Right from Wrong: Holy terror, Turkish delight

In a phone call Thursday evening, Erdogan urged Rivlin to remove the metal detectors from the entrance to the Temple Mount.

Turkish President Tayyip Erdogan makes a speech during an iftar event in Ankara, Turkey, June 27, 2016 (photo credit: REUTERS)
Turkish President Tayyip Erdogan makes a speech during an iftar event in Ankara, Turkey, June 27, 2016
(photo credit: REUTERS)
Leave it to Turkish President Recep Tayyip Erdogan to portray his latest grab for regional relevance and power as a diplomatic effort to resolve a political- religious crisis in Jerusalem, inflamed by the July 14 shooting attack on the Temple Mount. The attack, which left two Israeli Druse policemen dead, was committed by three Israeli Arabs. Nevertheless, it served as yet another excuse for Palestinians to stage “days of rage” against Israel.
The ostensible reason for the violent uprising is the placement of metal detectors at the entrance to Judaism’s holiest site – where only Muslims are allowed to pray – as a way of preventing additional bloodshed.
On Thursday, while the Israeli government scrambled to placate the Jordanian Wakf (the custodians of the site) and the leaders of Fatah and Hamas by mulling a removal of the scanners, Public Security Minister Gilad Erdan said that he is concerned not only about the infiltration of Arab terrorists, but of Jewish ones seeking revenge, as well. Yeah, right.
Never mind that metal detectors are a way of life in Israel, forcing anyone who rides an inter-city bus or enters a government building, to have to go through them. What is par for the course for the rest of us simply does not fly with mobs on the ready to riot against any Israeli action, including one aimed at protecting innocent Muslims.
This is not the only truth that is being drowned out by the shouts of “Allahu Akbar” wafting through the streets of east Jerusalem. Another is the response of the High Follow-Up Committee for Arab Citizens of Israel, which criticized the terrorist attack by denouncing the “government of [Prime Minister] Benjamin Netanyahu [for] exploiting the operation to escalate its vicious incitement against our Arab masses.”
Meanwhile, the press has focused more on the “man bites dog” story of Palestinian Authority President Mahmoud Abbas calling Netanyahu to condemn the attack. Of course, he did so by warning the Israeli leader not to take any security measures on the Temple Mount, the site of al-Aksa Mosque. He then appealed to Erdogan to intervene to “calm tensions” – a euphemism for making sure that Israel appears evil in the eyes of the international community, even as it engages in appeasement.
As a major beneficiary of Israeli appeasement, Erdogan has experience in how to get the Jewish state to treat him with deference – in spite of his having said last December at a conference in Ankara that Israel’s “policies of oppression, deportation and discrimination have been increasingly continuing against our Palestinian brothers since 1948.” Still, Erdogan knows that Netanyahu is peeved about that declaration, which deems Israel’s establishment as illegitimate.
HE IS also aware of the ire he aroused when, in an interview with Israel’s Channel 2 a few days earlier, he said, “I don’t agree with what Hitler did and I also don’t agree with what Israel did in Gaza. Therefore there’s no place for comparison in order to say what’s more barbaric.”
Erdogan responded to Abbas’ request for help by turning to President Reuven Rivlin. In a phone call Thursday evening, Erdogan urged Rivlin to remove the metal detectors from the entrance to the Temple Mount. Rivlin delicately asked that the Turkish president condemn the terrorist attack – just as Israel had done in the wake of last year’s terrorist attacks in Turkey – and acknowledge that terrorism is terrorism, whether it takes place in Istanbul or Jerusalem.
Fat chance of that. After all, a mere two months ago, Erdogan, an avid supporter of Hamas, called on Muslims to swarm al-Aksa Mosque, as “each day that Jerusalem is under occupation is an insult to us.”
This is a milder version of what Abbas famously said in September 2015: “al-Aksa is ours and so is the Church of the Holy Sepulchre. [Jews] have no right to desecrate them with their filthy feet. We won’t allow them to do so and we will do whatever we can to defend Jerusalem.”
It is bad enough that Israel is going through the pointless process of working with Abbas – who, on Friday, ordered the suspension of all cooperation with Israel until it removed the metal detectors – to quell an onslaught that he himself has been instigating.
But adding Erdogan to the Temple Mount mix beggars belief.
The writer is an editor at the Gatestone Institute.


= YOUR OBJECTIVE =
All of the records below are to be output exactly; no image belongs in the result.

[Start of Attachment]

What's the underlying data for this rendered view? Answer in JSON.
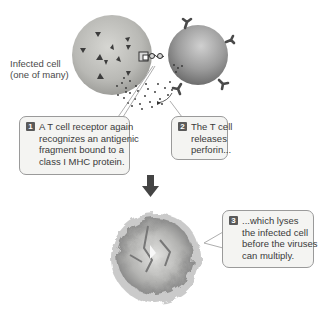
{
  "diagram": {
    "labels": {
      "infected_cell": [
        "Infected cell",
        "(one of many)"
      ]
    },
    "steps": [
      {
        "number": "1",
        "lines": [
          "A T cell receptor again",
          "recognizes an antigenic",
          "fragment bound to a",
          "class I MHC protein."
        ]
      },
      {
        "number": "2",
        "lines": [
          "The T cell",
          "releases",
          "perforin..."
        ]
      },
      {
        "number": "3",
        "lines": [
          "...which lyses",
          "the infected cell",
          "before the viruses",
          "can multiply."
        ]
      }
    ],
    "icons": {
      "arrow": "down-arrow",
      "infected_cell": "infected-cell",
      "t_cell": "t-cell",
      "lysed_cell": "lysed-cell"
    },
    "colors": {
      "infected_cell": "#b9b9b5",
      "t_cell": "#9a9a9a",
      "callout_bg": "#f4f4f2",
      "callout_border": "#9a9a9a",
      "badge": "#5a5a5a",
      "arrow": "#444444"
    }
  }
}
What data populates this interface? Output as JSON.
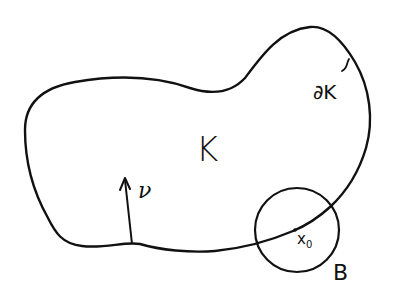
{
  "diagram": {
    "style": "hand-drawn line sketch",
    "stroke_color": "#111111",
    "background": "#ffffff",
    "labels": {
      "set": "K",
      "boundary": "∂K",
      "normal": "ν",
      "point": "x",
      "point_sub": "0",
      "ball": "B"
    },
    "elements": [
      {
        "type": "closed-curve",
        "label": "K",
        "description": "bean-shaped region"
      },
      {
        "type": "boundary",
        "label": "∂K",
        "description": "boundary of K with small tick marker"
      },
      {
        "type": "arrow",
        "label": "ν",
        "description": "normal vector pointing into K from bottom boundary"
      },
      {
        "type": "circle",
        "label": "B",
        "description": "ball centered at boundary point x0"
      },
      {
        "type": "point",
        "label": "x0",
        "description": "point on boundary at center of ball B"
      }
    ]
  }
}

[End of Attachment]

= REPLY TO THE EXERCISE =
What's the underlying data for this rendered view? Answer in JSON.
{
  "diagram": {
    "labels": {
      "infected_cell": [
        "Infected cell",
        "(one of many)"
      ]
    },
    "steps": [
      {
        "number": "1",
        "lines": [
          "A T cell receptor again",
          "recognizes an antigenic",
          "fragment bound to a",
          "class I MHC protein."
        ]
      },
      {
        "number": "2",
        "lines": [
          "The T cell",
          "releases",
          "perforin..."
        ]
      },
      {
        "number": "3",
        "lines": [
          "...which lyses",
          "the infected cell",
          "before the viruses",
          "can multiply."
        ]
      }
    ],
    "icons": {
      "arrow": "down-arrow",
      "infected_cell": "infected-cell",
      "t_cell": "t-cell",
      "lysed_cell": "lysed-cell"
    },
    "colors": {
      "infected_cell": "#b9b9b5",
      "t_cell": "#9a9a9a",
      "callout_bg": "#f4f4f2",
      "callout_border": "#9a9a9a",
      "badge": "#5a5a5a",
      "arrow": "#444444"
    }
  }
}
What data populates this interface? Output as JSON.
{
  "diagram": {
    "style": "hand-drawn line sketch",
    "stroke_color": "#111111",
    "background": "#ffffff",
    "labels": {
      "set": "K",
      "boundary": "∂K",
      "normal": "ν",
      "point": "x",
      "point_sub": "0",
      "ball": "B"
    },
    "elements": [
      {
        "type": "closed-curve",
        "label": "K",
        "description": "bean-shaped region"
      },
      {
        "type": "boundary",
        "label": "∂K",
        "description": "boundary of K with small tick marker"
      },
      {
        "type": "arrow",
        "label": "ν",
        "description": "normal vector pointing into K from bottom boundary"
      },
      {
        "type": "circle",
        "label": "B",
        "description": "ball centered at boundary point x0"
      },
      {
        "type": "point",
        "label": "x0",
        "description": "point on boundary at center of ball B"
      }
    ]
  }
}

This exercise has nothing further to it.